Talks
The conference is on Nov 12, 2025. The venue is The Lodge at The Regency Ballroom located at 1290 Sutter St, San Francisco, CA.
- Check in and coffee
- Welcome James Arthur
- Teaching models to collaborate Lee Byron
- Synchronizing data across computation Frank McSherry
- Conflict resolution x Notion blocks Angelique Nehmzow
- Break
- Why physical replication still matters Carl Sverre
- CRDTs solved conflicts, not sync Adam Fish
- Can sync be network-optional?

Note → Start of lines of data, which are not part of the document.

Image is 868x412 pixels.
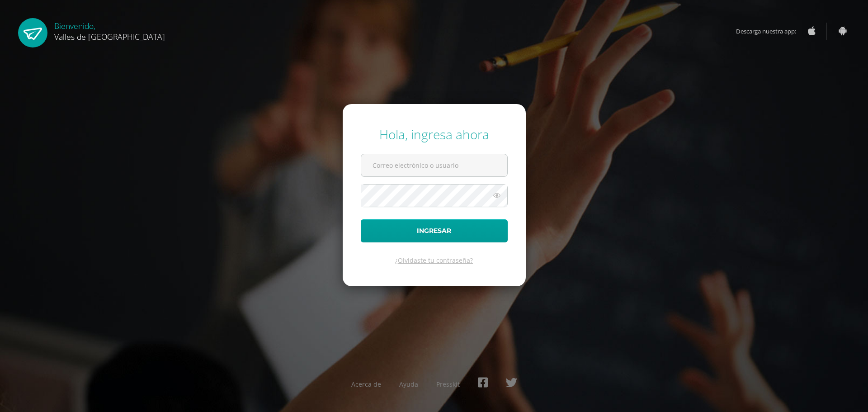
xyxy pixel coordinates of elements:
div: Bienvenido, [54,18,165,42]
span: Valles de [GEOGRAPHIC_DATA] [54,31,165,42]
a: ¿Olvidaste tu contraseña? [395,256,473,265]
span: Descarga nuestra app: [736,22,805,40]
div: Hola, ingresa ahora [361,126,508,143]
a: Acerca de [352,380,381,389]
a: Ayuda [399,380,418,389]
input: Correo electrónico o usuario [361,154,507,176]
a: Presskit [436,380,460,389]
button: Ingresar [361,219,508,242]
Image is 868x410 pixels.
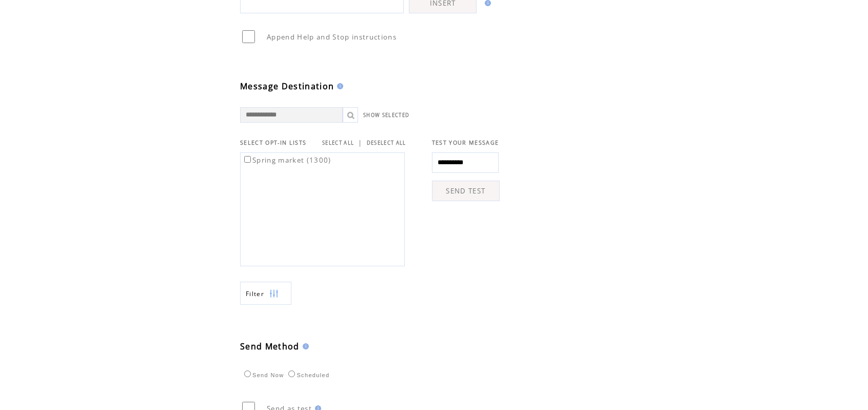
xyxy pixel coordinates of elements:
[240,139,306,146] span: SELECT OPT-IN LISTS
[300,343,309,349] img: help.gif
[240,282,291,304] a: Filter
[240,81,333,92] span: Message Destination
[245,289,264,298] span: Show filters
[244,370,251,376] input: Send Now
[432,181,499,201] a: SEND TEST
[242,155,331,165] label: Spring market (1300)
[244,155,251,163] input: Spring market (1300)
[242,372,284,378] label: Send Now
[267,32,396,41] span: Append Help and Stop instructions
[432,139,499,146] span: TEST YOUR MESSAGE
[288,370,295,376] input: Scheduled
[358,138,362,147] span: |
[333,83,343,89] img: help.gif
[367,139,406,146] a: DESELECT ALL
[240,341,300,352] span: Send Method
[363,111,409,118] a: SHOW SELECTED
[322,139,354,146] a: SELECT ALL
[286,372,330,378] label: Scheduled
[269,282,278,305] img: filters.png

Brendan O'Brien
- How to design a sync-first database James Cowling
- Lunch
- A tale of two sync engines Arushi Bandi
- Always be pair programming swyx
- SQLite persistence on the web Conrad Hofmeyr
- sync(sync) Aaron Boodman, Johannes Schickling, James Cowling, Kyle Mathews
- Break
- Oops, my sync engine has become a database Anselm Eickhoff
- Your data, your rules & the way to share them Irakli Gozalishvili, Chris Joel
- Building AI agentic apps in 2025 Sunil Pai
- Local-first software: pragmatism vs idealism Adam Wiggins
- Post-event mingling
Your data, your rules & the way to share them
Nov 12 16:50 - 17:10
This talk explores how ideas from decades of computer science - semantic triples from 1970s AI research, Datalog from logic programming, Probabilistic Search Trees from modern distributed systems - combined in novel ways address existing technical challenges in local-first software.

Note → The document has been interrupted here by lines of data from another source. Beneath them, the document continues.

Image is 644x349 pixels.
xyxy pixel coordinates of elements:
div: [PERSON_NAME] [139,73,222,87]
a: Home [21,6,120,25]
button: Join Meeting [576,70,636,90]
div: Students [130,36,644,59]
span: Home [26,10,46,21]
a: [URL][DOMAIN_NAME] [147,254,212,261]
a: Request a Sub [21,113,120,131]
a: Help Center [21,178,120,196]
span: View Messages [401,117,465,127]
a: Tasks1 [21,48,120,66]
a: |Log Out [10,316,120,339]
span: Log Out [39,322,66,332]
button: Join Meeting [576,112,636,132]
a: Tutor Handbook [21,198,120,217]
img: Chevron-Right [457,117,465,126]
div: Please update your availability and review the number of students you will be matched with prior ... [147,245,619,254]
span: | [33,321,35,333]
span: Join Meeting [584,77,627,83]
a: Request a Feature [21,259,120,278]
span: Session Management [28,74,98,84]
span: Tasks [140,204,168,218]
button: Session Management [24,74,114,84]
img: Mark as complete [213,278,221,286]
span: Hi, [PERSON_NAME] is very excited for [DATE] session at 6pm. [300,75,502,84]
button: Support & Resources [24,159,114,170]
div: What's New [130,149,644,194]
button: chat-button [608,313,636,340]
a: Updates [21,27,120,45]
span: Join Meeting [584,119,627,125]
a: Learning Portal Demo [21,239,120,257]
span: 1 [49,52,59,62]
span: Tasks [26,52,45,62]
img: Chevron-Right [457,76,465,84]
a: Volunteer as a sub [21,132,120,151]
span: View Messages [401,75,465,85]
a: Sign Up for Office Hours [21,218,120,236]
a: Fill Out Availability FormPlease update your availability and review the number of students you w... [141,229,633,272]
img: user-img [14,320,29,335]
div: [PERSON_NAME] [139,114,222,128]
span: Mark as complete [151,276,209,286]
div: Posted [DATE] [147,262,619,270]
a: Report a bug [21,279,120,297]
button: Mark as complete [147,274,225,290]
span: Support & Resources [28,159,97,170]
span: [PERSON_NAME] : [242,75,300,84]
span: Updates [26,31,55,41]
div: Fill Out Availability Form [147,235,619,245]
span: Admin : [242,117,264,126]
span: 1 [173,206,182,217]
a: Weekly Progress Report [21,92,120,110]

The presentation delivers a crash course in each technology before demonstrating how their synthesis enables: query-driven partial replication, cross-application cooperation through schema-on-read semantics, and fully reactive UIs built with declarative Datalog rules. All syncing through commodity blob stores (S3, R2, IPFS) without coordination servers.
Drawing from Dialog DB, the presentation covers what works, what doesn't, and why this specific combination matters. Attendees will leave with both theoretical understanding and practical knowledge to apply these techniques in their own local-first projects.